Helping Others Achieve Their Dreams

In the past months, I’ve realized an epiphany about how to make the world a better place. The lesson isn’t new, but I’ve internalized it with experience now.

The wrong way of trying to help people is telling them what they are doing wrong and how to correct themselves. Even if you are right. Anyone can easily find a fault in another person, “Quit smoking, drink less, eat more healthy, lose weight, exercise more, watch less television, and so on”. But talking at or talking down at people is not a productive exercise. Everyone has different referential experiences that our words are connecting to. We end up talking past each other.

The changes I’ve taken were always after extensive research and experimenting before I accepted a change was the right thing to do. But it’s hard to condense all that experience and knowledge into a single sentence for others like, “Dr Weston Price

Dr Weston Price

has shown that people can have healthy, strong teeth by just changing their diet which means eating more fatty foods”. Most people just look at me weird like I’m a gullible idiot who fell for the stupidest diet.

Instead, I just aim to help people with whatever their present goals and dreams are.

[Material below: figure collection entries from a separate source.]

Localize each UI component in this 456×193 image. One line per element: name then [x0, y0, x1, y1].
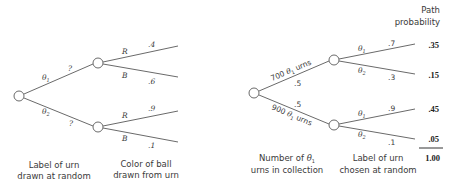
- left-branch-lower-R: [103, 111, 178, 126]
- right-700-prob: .5: [294, 79, 301, 88]
- left-caption-stage2-line1: Color of ball: [120, 159, 171, 169]
- left-lower-R-label: R: [121, 111, 128, 120]
- left-tree: θ1 ? θ2 ? R .4 B .6 R .9 B .1 Label of u…: [14, 40, 179, 181]
- left-theta2-prob: ?: [69, 119, 74, 128]
- left-root-node: [14, 91, 24, 101]
- right-caption-stage2-line1: Label of urn: [353, 153, 404, 163]
- left-upper-B-prob: .6: [148, 77, 155, 86]
- right-branch-lower-theta2: [339, 126, 415, 139]
- right-lower-theta1-label: θ1: [358, 109, 366, 119]
- right-lower-theta1-prob: .9: [388, 104, 395, 113]
- left-caption-stage2-line2: drawn from urn: [113, 170, 179, 180]
- right-upper-theta1-prob: .7: [388, 39, 395, 48]
- right-900-urns-label: 900 θ1 urns: [270, 103, 314, 129]
- right-branch-upper-theta2: [339, 61, 415, 74]
- left-branch-theta2: [24, 98, 93, 126]
- path-probability-value: .45: [428, 104, 439, 114]
- right-upper-theta2-label: θ2: [358, 66, 366, 76]
- left-branch-theta1: [24, 64, 93, 94]
- right-tree: 700 θ1 urns .5 .5 900 θ1 urns θ1 .7 θ2 .…: [249, 5, 443, 175]
- path-probability-value: .35: [428, 40, 439, 50]
- path-probability-header-line2: probability: [395, 17, 440, 27]
- right-root-node: [249, 88, 259, 98]
- right-caption-stage2-line2: chosen at random: [339, 165, 416, 175]
- left-lower-node: [93, 122, 103, 132]
- left-branch-upper-R: [103, 46, 178, 62]
- right-900-prob: .5: [294, 100, 301, 109]
- probability-tree-diagrams: θ1 ? θ2 ? R .4 B .6 R .9 B .1 Label of u…: [0, 0, 456, 193]
- path-probability-value: .05: [428, 134, 439, 144]
- left-upper-R-label: R: [121, 47, 128, 56]
- right-upper-theta2-prob: .3: [388, 73, 395, 82]
- left-branch-upper-B: [103, 64, 178, 77]
- path-probability-total: 1.00: [425, 153, 440, 163]
- left-caption-stage1-line2: drawn at random: [17, 171, 90, 181]
- left-theta1-prob: ?: [68, 64, 73, 73]
- left-lower-R-prob: .9: [148, 104, 155, 113]
- right-branch-lower-theta1: [339, 109, 415, 124]
- right-upper-node: [329, 55, 339, 65]
- right-lower-theta2-prob: .1: [388, 138, 395, 147]
- left-lower-B-label: B: [121, 134, 128, 143]
- left-branch-lower-B: [103, 128, 178, 142]
- left-upper-R-prob: .4: [148, 40, 155, 49]
- path-probability-header-line1: Path: [421, 5, 440, 15]
- left-caption-stage1-line1: Label of urn: [29, 160, 80, 170]
- right-lower-theta2-label: θ2: [358, 130, 366, 140]
- left-upper-B-label: B: [121, 71, 128, 80]
- right-lower-node: [329, 120, 339, 130]
- right-caption-stage1-line1: Number of θ1: [259, 153, 315, 164]
- path-probability-value: .15: [428, 70, 439, 80]
- right-caption-stage1-line2: urns in collection: [251, 165, 323, 175]
- left-upper-node: [93, 58, 103, 68]
- left-theta1-label: θ1: [42, 73, 50, 83]
- right-upper-theta1-label: θ1: [358, 44, 366, 54]
- left-lower-B-prob: .1: [148, 141, 155, 150]
- right-branch-upper-theta1: [339, 44, 415, 59]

When people start improving themselves and gaining a positive momentum, they will have more resources, time, and energy to take on even more projects. Eventually, life will teach them what they need to learn. Maybe, right now, they are just not in the right place to change a certain habit or problem. But, everyone with a pulse has some project they are working on.

In short, helping people with whatever their present project is is good. Rather than lecture people about the benefits of meditation, proper diet, physical exercise, or financial planning, I would rather just hear the answers to what are you trying to accomplish right now? And how can I help?

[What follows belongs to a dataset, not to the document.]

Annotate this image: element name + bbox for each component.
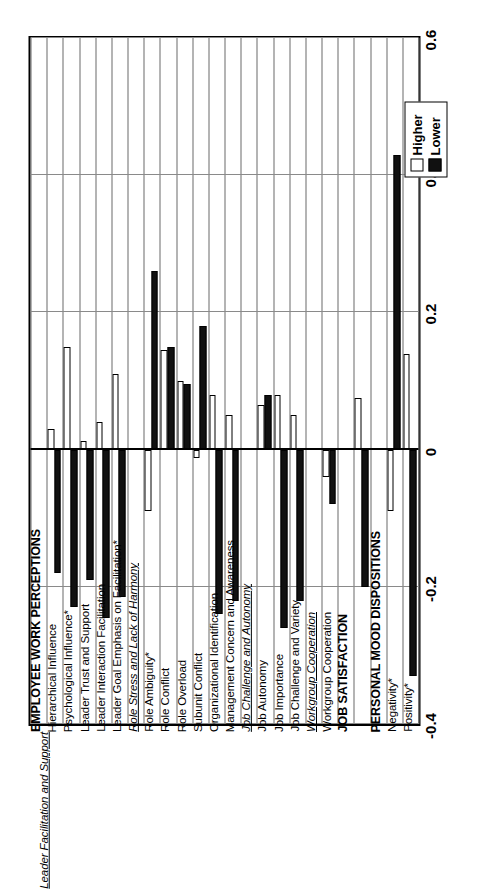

Who knows, maybe in the process of working with something on their project, you will also learn a new, positive habit too.

Growth, in all forms, is a positive thing. You cannot convince a person to grow in a particular area through logic or reason. The cause of everything we do in our life is from our emotions. Motivation and inspiration are feelings. Until another person feels the same way, they will not be open to hearing about change. So, it makes more sense to work from wherever they are starting and helping them from there.

In counseling, the first lesson of a therapist is to assume the patient’s expectations and goals rather than what you expect or want from them.

It can be a hard lesson to learn. But by stepping into their shoes, you are no longer talking at them out of an insecure need to be right but out of a feeling of empathy and compassion. Do you care more about proving you’re right or actually helping someone?